First, pricing is transparent and negotiable. Hidden charges are rare. Guests know exactly what they are paying from the first conversation, and direct negotiation between host and guest is common. This has produced the guest satisfaction and repeat booking rates that drive sustainable occupancy — not the fleeting, one-time bookings that now characterise frustrated Western guests.

Second, and perhaps most importantly: in Nairobi’s quality STR market, cleaning and maintenance costs are fully absorbed by the host. Dedicated housekeeping staff provide regular cleaning visits throughout a stay. This stands in sharp contrast to the Western model where guests pay exorbitant cleaning fees and are then required to strip beds and take out bins before departure. In Nairobi, guests feel genuinely looked after — and the reviews reflect it.
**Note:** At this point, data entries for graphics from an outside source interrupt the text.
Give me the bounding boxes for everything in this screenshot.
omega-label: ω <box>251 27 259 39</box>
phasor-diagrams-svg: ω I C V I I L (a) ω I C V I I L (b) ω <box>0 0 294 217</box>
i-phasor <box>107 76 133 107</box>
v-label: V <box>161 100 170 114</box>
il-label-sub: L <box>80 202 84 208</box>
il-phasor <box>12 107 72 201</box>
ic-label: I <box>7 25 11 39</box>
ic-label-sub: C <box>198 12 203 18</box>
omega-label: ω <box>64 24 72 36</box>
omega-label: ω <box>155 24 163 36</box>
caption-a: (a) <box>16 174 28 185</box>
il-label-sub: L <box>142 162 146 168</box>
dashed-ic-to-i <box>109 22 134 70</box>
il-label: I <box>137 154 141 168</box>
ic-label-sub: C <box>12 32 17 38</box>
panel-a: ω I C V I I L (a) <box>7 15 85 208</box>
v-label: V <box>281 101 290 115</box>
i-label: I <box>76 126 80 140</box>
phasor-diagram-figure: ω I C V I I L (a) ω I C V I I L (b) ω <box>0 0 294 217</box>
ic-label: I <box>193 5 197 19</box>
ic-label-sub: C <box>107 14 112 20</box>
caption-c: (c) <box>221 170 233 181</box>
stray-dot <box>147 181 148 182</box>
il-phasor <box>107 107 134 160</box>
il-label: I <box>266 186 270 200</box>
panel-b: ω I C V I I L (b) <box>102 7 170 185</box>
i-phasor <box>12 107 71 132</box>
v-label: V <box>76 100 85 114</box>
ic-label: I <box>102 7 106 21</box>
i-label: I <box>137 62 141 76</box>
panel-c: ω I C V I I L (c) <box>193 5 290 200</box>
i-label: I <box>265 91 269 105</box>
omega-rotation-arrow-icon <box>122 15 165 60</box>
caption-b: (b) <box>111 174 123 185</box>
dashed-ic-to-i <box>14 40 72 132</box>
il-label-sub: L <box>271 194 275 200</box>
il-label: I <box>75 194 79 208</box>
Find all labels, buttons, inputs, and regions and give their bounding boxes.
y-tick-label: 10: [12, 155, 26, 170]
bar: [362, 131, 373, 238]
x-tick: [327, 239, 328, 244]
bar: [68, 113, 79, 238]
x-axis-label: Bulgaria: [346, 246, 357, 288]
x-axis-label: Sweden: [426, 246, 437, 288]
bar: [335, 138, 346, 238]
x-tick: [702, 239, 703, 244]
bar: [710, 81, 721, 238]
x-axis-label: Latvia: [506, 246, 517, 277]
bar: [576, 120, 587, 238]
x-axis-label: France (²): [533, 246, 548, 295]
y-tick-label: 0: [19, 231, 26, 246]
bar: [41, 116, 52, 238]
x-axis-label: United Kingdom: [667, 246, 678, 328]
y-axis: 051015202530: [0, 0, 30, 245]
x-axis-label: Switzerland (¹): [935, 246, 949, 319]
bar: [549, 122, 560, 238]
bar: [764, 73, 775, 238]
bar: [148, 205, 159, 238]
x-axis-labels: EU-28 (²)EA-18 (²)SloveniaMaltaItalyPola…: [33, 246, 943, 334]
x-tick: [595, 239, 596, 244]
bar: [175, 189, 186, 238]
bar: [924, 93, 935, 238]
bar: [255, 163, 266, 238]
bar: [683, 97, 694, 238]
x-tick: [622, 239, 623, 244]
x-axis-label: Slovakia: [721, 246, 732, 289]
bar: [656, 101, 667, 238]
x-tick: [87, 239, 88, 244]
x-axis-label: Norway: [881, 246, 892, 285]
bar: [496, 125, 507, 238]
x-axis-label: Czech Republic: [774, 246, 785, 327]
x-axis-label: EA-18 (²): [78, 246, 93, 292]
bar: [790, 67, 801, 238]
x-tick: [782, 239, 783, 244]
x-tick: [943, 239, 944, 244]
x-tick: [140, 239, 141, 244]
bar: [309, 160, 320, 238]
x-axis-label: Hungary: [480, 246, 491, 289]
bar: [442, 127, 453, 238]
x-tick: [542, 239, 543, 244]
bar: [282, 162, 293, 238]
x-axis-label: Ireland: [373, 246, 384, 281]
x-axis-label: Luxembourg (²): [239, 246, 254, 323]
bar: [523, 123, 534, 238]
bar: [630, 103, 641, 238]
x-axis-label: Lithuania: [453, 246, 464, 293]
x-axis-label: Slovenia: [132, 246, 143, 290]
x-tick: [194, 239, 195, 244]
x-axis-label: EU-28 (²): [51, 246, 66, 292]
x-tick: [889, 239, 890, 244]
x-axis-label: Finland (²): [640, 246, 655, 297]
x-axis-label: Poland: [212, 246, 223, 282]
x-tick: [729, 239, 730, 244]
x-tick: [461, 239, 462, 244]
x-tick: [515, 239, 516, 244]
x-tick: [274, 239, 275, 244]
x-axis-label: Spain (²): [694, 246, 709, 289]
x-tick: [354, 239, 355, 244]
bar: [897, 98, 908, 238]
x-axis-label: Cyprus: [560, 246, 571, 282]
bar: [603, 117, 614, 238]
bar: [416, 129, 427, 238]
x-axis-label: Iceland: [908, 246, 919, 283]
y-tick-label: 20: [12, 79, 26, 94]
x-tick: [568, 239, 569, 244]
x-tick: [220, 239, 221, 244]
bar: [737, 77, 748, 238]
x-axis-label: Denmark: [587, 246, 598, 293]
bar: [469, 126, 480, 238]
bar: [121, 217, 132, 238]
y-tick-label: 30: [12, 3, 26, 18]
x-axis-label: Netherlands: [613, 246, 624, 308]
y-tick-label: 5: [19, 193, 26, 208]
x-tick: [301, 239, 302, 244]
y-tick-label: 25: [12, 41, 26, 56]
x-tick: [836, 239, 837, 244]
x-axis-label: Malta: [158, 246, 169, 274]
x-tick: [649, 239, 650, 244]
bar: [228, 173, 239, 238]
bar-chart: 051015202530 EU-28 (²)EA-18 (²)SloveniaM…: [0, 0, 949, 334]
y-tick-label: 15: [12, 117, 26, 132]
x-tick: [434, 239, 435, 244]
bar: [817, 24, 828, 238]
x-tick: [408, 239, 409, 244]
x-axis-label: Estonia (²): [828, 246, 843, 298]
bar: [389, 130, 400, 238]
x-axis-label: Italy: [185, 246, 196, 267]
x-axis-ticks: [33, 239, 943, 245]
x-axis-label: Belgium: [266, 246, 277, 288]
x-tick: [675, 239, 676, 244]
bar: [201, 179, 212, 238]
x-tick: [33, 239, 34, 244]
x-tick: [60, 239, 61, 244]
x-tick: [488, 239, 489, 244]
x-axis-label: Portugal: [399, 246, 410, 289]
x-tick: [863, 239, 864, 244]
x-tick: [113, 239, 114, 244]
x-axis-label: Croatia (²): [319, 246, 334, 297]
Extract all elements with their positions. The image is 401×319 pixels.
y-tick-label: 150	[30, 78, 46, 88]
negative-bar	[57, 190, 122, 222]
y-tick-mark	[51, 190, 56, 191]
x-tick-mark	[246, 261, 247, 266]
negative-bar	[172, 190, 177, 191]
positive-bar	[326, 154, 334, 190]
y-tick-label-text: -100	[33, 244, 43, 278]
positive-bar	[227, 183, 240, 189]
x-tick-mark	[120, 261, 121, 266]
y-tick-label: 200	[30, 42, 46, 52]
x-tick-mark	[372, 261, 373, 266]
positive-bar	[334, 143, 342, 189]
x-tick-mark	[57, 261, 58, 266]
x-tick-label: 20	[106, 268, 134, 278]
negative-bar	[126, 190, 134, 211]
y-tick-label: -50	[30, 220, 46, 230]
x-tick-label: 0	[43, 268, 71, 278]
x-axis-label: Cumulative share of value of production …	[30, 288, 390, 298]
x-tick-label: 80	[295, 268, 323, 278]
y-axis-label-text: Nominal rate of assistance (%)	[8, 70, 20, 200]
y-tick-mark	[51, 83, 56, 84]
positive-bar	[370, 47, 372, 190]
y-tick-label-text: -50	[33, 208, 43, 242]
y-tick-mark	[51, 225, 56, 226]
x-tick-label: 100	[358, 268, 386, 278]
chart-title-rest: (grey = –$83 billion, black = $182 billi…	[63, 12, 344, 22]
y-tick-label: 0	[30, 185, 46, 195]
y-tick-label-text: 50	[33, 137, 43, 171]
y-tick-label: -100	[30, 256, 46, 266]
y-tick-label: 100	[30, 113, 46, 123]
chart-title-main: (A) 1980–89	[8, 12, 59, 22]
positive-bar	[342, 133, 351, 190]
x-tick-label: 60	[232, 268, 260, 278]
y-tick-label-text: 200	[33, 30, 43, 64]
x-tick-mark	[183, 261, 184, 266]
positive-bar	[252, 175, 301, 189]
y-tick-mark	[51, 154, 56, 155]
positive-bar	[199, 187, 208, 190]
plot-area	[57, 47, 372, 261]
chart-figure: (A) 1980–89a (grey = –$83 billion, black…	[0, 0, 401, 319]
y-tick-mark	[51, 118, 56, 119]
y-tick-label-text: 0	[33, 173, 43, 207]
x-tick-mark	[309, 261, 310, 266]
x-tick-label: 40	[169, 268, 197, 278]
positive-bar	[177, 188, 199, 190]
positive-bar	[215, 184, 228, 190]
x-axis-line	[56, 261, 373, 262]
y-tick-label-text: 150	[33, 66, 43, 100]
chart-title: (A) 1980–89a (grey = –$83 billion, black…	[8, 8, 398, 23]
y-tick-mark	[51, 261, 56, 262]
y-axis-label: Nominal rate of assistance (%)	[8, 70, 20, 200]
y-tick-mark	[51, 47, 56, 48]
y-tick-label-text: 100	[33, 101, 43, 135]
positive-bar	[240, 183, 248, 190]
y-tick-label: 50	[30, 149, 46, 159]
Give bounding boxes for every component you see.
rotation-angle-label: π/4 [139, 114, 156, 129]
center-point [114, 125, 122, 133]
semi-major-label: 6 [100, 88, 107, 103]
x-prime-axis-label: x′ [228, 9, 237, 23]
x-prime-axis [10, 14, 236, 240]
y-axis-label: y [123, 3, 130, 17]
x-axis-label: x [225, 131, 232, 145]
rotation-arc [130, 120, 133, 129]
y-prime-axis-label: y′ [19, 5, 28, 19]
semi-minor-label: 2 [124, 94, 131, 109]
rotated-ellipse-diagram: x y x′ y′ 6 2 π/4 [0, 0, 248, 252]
The demand underpinning Nairobi’s STR market is also structurally stronger than leisure-dependent Western markets. Nairobi hosts the United Nations Environment Programme (UNEP), the UN-Habitat headquarters, the African Union offices, hundreds of international NGOs, and the regional HQs of major multinationals. This generates a constant stream of corporate and diplomatic travellers who require quality furnished accommodation — not for a weekend break, but for weeks or months at a time. This is year-round, recession-resistant demand that simply does not exist at this scale in comparable Western cities.

The best areas to invest in Nairobi right now

Not all Nairobi neighbourhoods perform equally for short-term rentals. Based on current booking data and yield analysis, these four areas offer the strongest combination of demand, occupancy, and return:

Westlands

14–18%

Top pick for corporate & UN guests. Walking distance to Sarit Centre. Highest nightly rates in the city.

Kilimani

13–16%

Excellent for longer corporate stays. Quieter feel with strong repeat bookings and premium reviews.

Kileleshwa

12–15%

Residential and secure. Popular with NGO staff and families on extended assignments.

Lavington

12–14%

Leafy, spacious, high-security. Preferred by senior executives and diplomatic community.

What the smart money is doing

Sophisticated investors who previously built Airbnb portfolios in London, Paris, and New York are actively rotating capital into African cities — and Nairobi is at the top of the list. The combination of low entry prices (a quality 2-bedroom in Westlands can be acquired for Ksh 12–20M), strong structural demand, transparent market practices, and a still-enabling regulatory environment represents the kind of opportunity that existed in Western cities a decade ago.

For diaspora investors, the current exchange rate environment adds a further advantage: rental income earned in Kenyan shillings translates into compelling returns when converted to USD, GBP, or EUR.

One important caveat: some apartment buildings in Nairobi are beginning to restrict STR use in their lease agreements. Always confirm with building management and a qualified property lawyer that short-term rental operation is explicitly permitted before purchasing for this purpose. EverRoyal pre-screens all recommended investment properties for STR compatibility.

Is now the right time?

The honest answer is yes — but the window is not indefinite. Nairobi’s STR market will eventually face greater competition and potentially regulatory attention as it matures. The investors who act in the next 24–36 months will secure the best assets at the best prices before that maturity curve steepens. The parallel to London in 2012 or Lisbon in 2015 is instructive: those who moved early built wealth. Those who waited are now navigating 30-night caps and licence freezes.

Nairobi is not immune to those forces forever. But today, the fundamentals — structural corporate demand, low supply of quality stock, transparent market practices, and an enabling regulatory environment — are firmly in the investor’s favour.


About the author: Kevin Onyango is Team Leader at EverRoyal Real Estate, with more than 8 years of experience navigating Nairobi’s upmarket property sector. He specialises in identifying high-yield investment properties across Westlands, Kilimani, Kileleshwa, and Lavington.

Interested in exploring short-term rental investment in Nairobi? EverRoyal’s team will identify the right property, verify STR compatibility, and guide you through every step.Generate investor follow-up message.